Old city hall sold for $1.2 million | Update

The buyer, Mike Burns, and Mayor Becky Erickson signed paperwork for the purchase June 5.

POULSBO — Poulsbo’s old city hall on Jensen Way, vacant since November 2010, has a buyer.

“We have sold the old city hall property to a gentleman on Bainbridge Island for $1.2 million,” Mayor Becky Erickson said June 4. “It’s a contingency sale. We have to perform certain things and he has to perform certain things, but we have every expectation that the (property) is being sold.”

The City Council voted June 4 in favor of selling the property, after discussing the proposed sale in an executive session after its regular meeting. The vote was 5-0 in favor of allowing the mayor to sign the purchase and sale agreement. The buyer, Mike Burns, and the mayor signed paperwork for the purchase and sale June 5.

One contingency for the city is that the old city hall building will be demolished. The city also has to seek approval from Kitsap County, which at one time had offices in the building and owns 25 percent of the property.

In the past, Erickson has said proceeds from the sale of the old city hall property will be used to defray the debt from construction of the new city hall on Moe Street.

The old city hall was at one time a fire station. Thecity moved to its new city hall on Nov. 15, 2010. Talk about finding a new city hall began in the mid-1980s, as the make-shift building on Jensen Way grew aged and in need of repairs.

Two potential buyers, one of them the Port of Poulsbo, considered purchasing the site and redeveloping it. The port district hired a consultant to study the feasibility of developing a hotel, a parking garage, or retail stores on the site.

Those ideas were reflected in discussions with Burns, Erickson said, noting that Burns has not made a decision on what to do with the property just yet. She said that whatever is built there will have to fit in with downtown’s Little Norway theme.

“The building that is going to be built must fit in with our downtown commercial district code,” Erickson said. “The things that have been discussed with me (for the property) have been a hotel, or apartments with retail. Both were discussed, but there hasn’t been a formal decision by the buyer as to what he’s going to do with it.”

Before any approval by the city, Burns will go through a design review process to ensure that whatever is built on the old city hall property is up to downtown standards.

The port had a right of refusal agreement with the city from December 2013 until March 2014, meaning that for that period of time, the port had a claim on purchasing it if it chose to do so. The port did not attempt to extend the agreement when it ended.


» Work instructions
This exercise calls for every record to be set down exactly.

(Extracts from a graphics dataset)
*-*-*
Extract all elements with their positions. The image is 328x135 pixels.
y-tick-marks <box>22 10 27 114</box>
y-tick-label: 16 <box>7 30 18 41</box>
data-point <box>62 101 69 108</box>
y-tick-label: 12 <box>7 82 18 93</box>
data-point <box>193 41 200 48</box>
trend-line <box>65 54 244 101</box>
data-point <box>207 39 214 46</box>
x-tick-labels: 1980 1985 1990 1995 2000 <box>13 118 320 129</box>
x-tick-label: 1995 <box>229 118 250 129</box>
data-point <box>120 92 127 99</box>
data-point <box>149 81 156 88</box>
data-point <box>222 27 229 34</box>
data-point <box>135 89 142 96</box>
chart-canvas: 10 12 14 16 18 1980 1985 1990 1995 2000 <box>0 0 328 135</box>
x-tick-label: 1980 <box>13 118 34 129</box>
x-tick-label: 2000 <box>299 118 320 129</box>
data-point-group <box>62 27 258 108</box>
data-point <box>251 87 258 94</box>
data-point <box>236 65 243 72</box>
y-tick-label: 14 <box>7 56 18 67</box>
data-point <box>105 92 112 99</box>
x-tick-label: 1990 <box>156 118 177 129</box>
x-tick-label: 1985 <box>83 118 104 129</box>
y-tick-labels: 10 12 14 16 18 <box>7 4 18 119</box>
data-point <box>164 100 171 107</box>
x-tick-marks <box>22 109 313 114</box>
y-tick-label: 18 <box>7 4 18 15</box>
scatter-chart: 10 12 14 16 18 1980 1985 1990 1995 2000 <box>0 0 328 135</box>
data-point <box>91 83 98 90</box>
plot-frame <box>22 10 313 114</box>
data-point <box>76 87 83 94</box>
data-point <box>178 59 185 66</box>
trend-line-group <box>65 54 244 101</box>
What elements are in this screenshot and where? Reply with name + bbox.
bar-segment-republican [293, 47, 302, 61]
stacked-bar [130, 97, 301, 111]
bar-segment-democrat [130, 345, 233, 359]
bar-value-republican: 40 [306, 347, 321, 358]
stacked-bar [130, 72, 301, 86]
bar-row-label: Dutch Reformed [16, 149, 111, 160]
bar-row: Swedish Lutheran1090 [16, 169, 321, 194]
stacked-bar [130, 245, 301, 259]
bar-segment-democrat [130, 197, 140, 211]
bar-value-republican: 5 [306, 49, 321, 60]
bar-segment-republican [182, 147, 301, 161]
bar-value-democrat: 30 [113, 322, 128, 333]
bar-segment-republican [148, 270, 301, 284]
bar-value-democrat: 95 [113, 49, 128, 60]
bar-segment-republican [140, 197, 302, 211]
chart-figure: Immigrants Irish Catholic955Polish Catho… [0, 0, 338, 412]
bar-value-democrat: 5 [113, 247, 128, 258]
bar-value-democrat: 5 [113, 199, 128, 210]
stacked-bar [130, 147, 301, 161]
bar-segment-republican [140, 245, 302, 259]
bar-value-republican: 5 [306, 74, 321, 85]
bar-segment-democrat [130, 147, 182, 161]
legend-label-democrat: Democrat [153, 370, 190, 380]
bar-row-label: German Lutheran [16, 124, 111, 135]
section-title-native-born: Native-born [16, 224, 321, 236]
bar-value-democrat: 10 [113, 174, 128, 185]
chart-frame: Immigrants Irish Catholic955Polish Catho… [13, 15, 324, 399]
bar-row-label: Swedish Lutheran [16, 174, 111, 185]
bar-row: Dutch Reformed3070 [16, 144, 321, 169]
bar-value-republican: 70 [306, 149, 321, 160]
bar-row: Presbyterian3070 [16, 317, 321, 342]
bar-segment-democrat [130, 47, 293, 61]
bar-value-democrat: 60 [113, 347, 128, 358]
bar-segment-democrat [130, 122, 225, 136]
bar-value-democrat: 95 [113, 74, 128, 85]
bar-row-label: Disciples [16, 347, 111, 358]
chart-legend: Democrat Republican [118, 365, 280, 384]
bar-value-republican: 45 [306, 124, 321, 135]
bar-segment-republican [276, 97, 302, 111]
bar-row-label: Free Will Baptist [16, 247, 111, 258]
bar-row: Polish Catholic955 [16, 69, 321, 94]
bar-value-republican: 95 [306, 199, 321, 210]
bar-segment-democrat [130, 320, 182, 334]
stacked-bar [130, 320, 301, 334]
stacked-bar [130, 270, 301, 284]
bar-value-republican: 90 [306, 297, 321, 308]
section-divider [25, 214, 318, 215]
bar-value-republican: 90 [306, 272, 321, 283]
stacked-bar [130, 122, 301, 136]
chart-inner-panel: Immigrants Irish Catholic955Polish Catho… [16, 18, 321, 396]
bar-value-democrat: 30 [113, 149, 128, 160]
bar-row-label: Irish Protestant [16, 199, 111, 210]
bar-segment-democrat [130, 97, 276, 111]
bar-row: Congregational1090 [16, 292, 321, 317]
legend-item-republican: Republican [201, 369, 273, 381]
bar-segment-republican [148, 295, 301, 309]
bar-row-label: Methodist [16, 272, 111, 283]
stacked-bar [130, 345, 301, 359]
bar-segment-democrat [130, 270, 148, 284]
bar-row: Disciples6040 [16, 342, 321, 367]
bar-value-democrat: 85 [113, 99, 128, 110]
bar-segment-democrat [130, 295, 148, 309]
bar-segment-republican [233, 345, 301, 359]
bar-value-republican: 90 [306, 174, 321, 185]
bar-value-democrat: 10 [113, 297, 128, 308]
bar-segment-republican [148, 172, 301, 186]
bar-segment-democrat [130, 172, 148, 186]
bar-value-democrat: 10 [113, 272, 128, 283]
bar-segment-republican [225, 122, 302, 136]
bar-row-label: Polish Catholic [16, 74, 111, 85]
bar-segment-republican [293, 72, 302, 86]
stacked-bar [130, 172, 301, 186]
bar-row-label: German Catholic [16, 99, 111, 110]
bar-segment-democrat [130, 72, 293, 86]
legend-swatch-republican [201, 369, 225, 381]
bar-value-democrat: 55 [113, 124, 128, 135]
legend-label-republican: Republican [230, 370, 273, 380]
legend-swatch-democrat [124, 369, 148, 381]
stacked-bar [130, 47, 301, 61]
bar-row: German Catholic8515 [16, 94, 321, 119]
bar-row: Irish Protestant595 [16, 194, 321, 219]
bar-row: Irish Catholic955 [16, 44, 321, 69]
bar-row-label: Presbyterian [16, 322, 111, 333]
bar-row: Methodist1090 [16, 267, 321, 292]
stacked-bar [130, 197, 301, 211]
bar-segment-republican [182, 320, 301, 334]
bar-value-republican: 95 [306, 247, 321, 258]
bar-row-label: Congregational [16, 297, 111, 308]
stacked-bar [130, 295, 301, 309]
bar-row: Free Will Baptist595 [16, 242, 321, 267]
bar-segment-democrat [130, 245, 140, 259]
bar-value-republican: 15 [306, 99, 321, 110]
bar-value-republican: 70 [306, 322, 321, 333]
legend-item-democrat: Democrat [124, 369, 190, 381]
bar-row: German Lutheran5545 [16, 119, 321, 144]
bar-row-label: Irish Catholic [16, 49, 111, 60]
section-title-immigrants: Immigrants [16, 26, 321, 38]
*-*-*
» Answer
Extract all elements with their positions. The image is 328x135 pixels.
y-tick-marks <box>22 10 27 114</box>
y-tick-label: 16 <box>7 30 18 41</box>
data-point <box>62 101 69 108</box>
y-tick-label: 12 <box>7 82 18 93</box>
data-point <box>193 41 200 48</box>
trend-line <box>65 54 244 101</box>
data-point <box>207 39 214 46</box>
x-tick-labels: 1980 1985 1990 1995 2000 <box>13 118 320 129</box>
x-tick-label: 1995 <box>229 118 250 129</box>
data-point <box>120 92 127 99</box>
data-point <box>149 81 156 88</box>
data-point <box>222 27 229 34</box>
data-point <box>135 89 142 96</box>
chart-canvas: 10 12 14 16 18 1980 1985 1990 1995 2000 <box>0 0 328 135</box>
x-tick-label: 1980 <box>13 118 34 129</box>
x-tick-label: 2000 <box>299 118 320 129</box>
data-point-group <box>62 27 258 108</box>
data-point <box>251 87 258 94</box>
data-point <box>236 65 243 72</box>
y-tick-label: 14 <box>7 56 18 67</box>
data-point <box>105 92 112 99</box>
x-tick-label: 1990 <box>156 118 177 129</box>
x-tick-label: 1985 <box>83 118 104 129</box>
y-tick-labels: 10 12 14 16 18 <box>7 4 18 119</box>
data-point <box>164 100 171 107</box>
x-tick-marks <box>22 109 313 114</box>
y-tick-label: 18 <box>7 4 18 15</box>
scatter-chart: 10 12 14 16 18 1980 1985 1990 1995 2000 <box>0 0 328 135</box>
data-point <box>91 83 98 90</box>
plot-frame <box>22 10 313 114</box>
data-point <box>76 87 83 94</box>
data-point <box>178 59 185 66</box>
trend-line-group <box>65 54 244 101</box>
What elements are in this screenshot and where? Reply with name + bbox.
bar-segment-republican [293, 47, 302, 61]
stacked-bar [130, 97, 301, 111]
bar-segment-democrat [130, 345, 233, 359]
bar-value-republican: 40 [306, 347, 321, 358]
stacked-bar [130, 72, 301, 86]
bar-row-label: Dutch Reformed [16, 149, 111, 160]
bar-row: Swedish Lutheran1090 [16, 169, 321, 194]
stacked-bar [130, 245, 301, 259]
bar-segment-democrat [130, 197, 140, 211]
bar-value-republican: 5 [306, 49, 321, 60]
bar-segment-republican [182, 147, 301, 161]
bar-value-democrat: 30 [113, 322, 128, 333]
bar-segment-republican [148, 270, 301, 284]
bar-value-democrat: 95 [113, 49, 128, 60]
bar-segment-republican [140, 197, 302, 211]
chart-figure: Immigrants Irish Catholic955Polish Catho… [0, 0, 338, 412]
bar-value-democrat: 5 [113, 247, 128, 258]
bar-value-democrat: 5 [113, 199, 128, 210]
stacked-bar [130, 147, 301, 161]
bar-segment-republican [140, 245, 302, 259]
bar-value-republican: 5 [306, 74, 321, 85]
bar-segment-democrat [130, 147, 182, 161]
legend-label-democrat: Democrat [153, 370, 190, 380]
bar-row-label: German Lutheran [16, 124, 111, 135]
section-title-native-born: Native-born [16, 224, 321, 236]
bar-value-democrat: 10 [113, 174, 128, 185]
chart-frame: Immigrants Irish Catholic955Polish Catho… [13, 15, 324, 399]
bar-row-label: Swedish Lutheran [16, 174, 111, 185]
bar-row: Dutch Reformed3070 [16, 144, 321, 169]
bar-value-republican: 70 [306, 149, 321, 160]
bar-row: Presbyterian3070 [16, 317, 321, 342]
bar-segment-democrat [130, 47, 293, 61]
bar-value-democrat: 60 [113, 347, 128, 358]
bar-segment-democrat [130, 122, 225, 136]
bar-value-democrat: 95 [113, 74, 128, 85]
bar-row-label: Disciples [16, 347, 111, 358]
chart-legend: Democrat Republican [118, 365, 280, 384]
bar-value-republican: 45 [306, 124, 321, 135]
bar-segment-republican [276, 97, 302, 111]
bar-row-label: Free Will Baptist [16, 247, 111, 258]
bar-row: Polish Catholic955 [16, 69, 321, 94]
bar-value-republican: 95 [306, 199, 321, 210]
bar-segment-democrat [130, 320, 182, 334]
stacked-bar [130, 320, 301, 334]
stacked-bar [130, 270, 301, 284]
bar-value-republican: 90 [306, 297, 321, 308]
section-divider [25, 214, 318, 215]
bar-value-republican: 90 [306, 272, 321, 283]
stacked-bar [130, 122, 301, 136]
chart-inner-panel: Immigrants Irish Catholic955Polish Catho… [16, 18, 321, 396]
bar-value-democrat: 30 [113, 149, 128, 160]
bar-row-label: Irish Protestant [16, 199, 111, 210]
bar-segment-democrat [130, 97, 276, 111]
bar-row: Congregational1090 [16, 292, 321, 317]
legend-item-republican: Republican [201, 369, 273, 381]
bar-segment-republican [148, 295, 301, 309]
bar-row-label: Methodist [16, 272, 111, 283]
stacked-bar [130, 345, 301, 359]
bar-segment-democrat [130, 270, 148, 284]
bar-row: Disciples6040 [16, 342, 321, 367]
bar-value-democrat: 85 [113, 99, 128, 110]
bar-segment-democrat [130, 295, 148, 309]
bar-segment-republican [233, 345, 301, 359]
bar-value-republican: 90 [306, 174, 321, 185]
bar-value-democrat: 10 [113, 297, 128, 308]
bar-segment-republican [148, 172, 301, 186]
bar-segment-democrat [130, 172, 148, 186]
bar-value-democrat: 10 [113, 272, 128, 283]
bar-segment-republican [225, 122, 302, 136]
bar-row-label: Polish Catholic [16, 74, 111, 85]
bar-segment-republican [293, 72, 302, 86]
stacked-bar [130, 172, 301, 186]
bar-row-label: German Catholic [16, 99, 111, 110]
bar-segment-democrat [130, 72, 293, 86]
legend-swatch-republican [201, 369, 225, 381]
bar-value-democrat: 55 [113, 124, 128, 135]
legend-label-republican: Republican [230, 370, 273, 380]
legend-swatch-democrat [124, 369, 148, 381]
stacked-bar [130, 47, 301, 61]
bar-row: German Catholic8515 [16, 94, 321, 119]
bar-row: Irish Protestant595 [16, 194, 321, 219]
bar-row: Irish Catholic955 [16, 44, 321, 69]
bar-row-label: Presbyterian [16, 322, 111, 333]
bar-row: Methodist1090 [16, 267, 321, 292]
stacked-bar [130, 197, 301, 211]
bar-segment-republican [182, 320, 301, 334]
bar-value-republican: 95 [306, 247, 321, 258]
bar-row-label: Congregational [16, 297, 111, 308]
stacked-bar [130, 295, 301, 309]
bar-row: Free Will Baptist595 [16, 242, 321, 267]
bar-segment-democrat [130, 245, 140, 259]
bar-value-republican: 15 [306, 99, 321, 110]
bar-value-republican: 70 [306, 322, 321, 333]
legend-item-democrat: Democrat [124, 369, 190, 381]
bar-row: German Lutheran5545 [16, 119, 321, 144]
bar-row-label: Irish Catholic [16, 49, 111, 60]
section-title-immigrants: Immigrants [16, 26, 321, 38]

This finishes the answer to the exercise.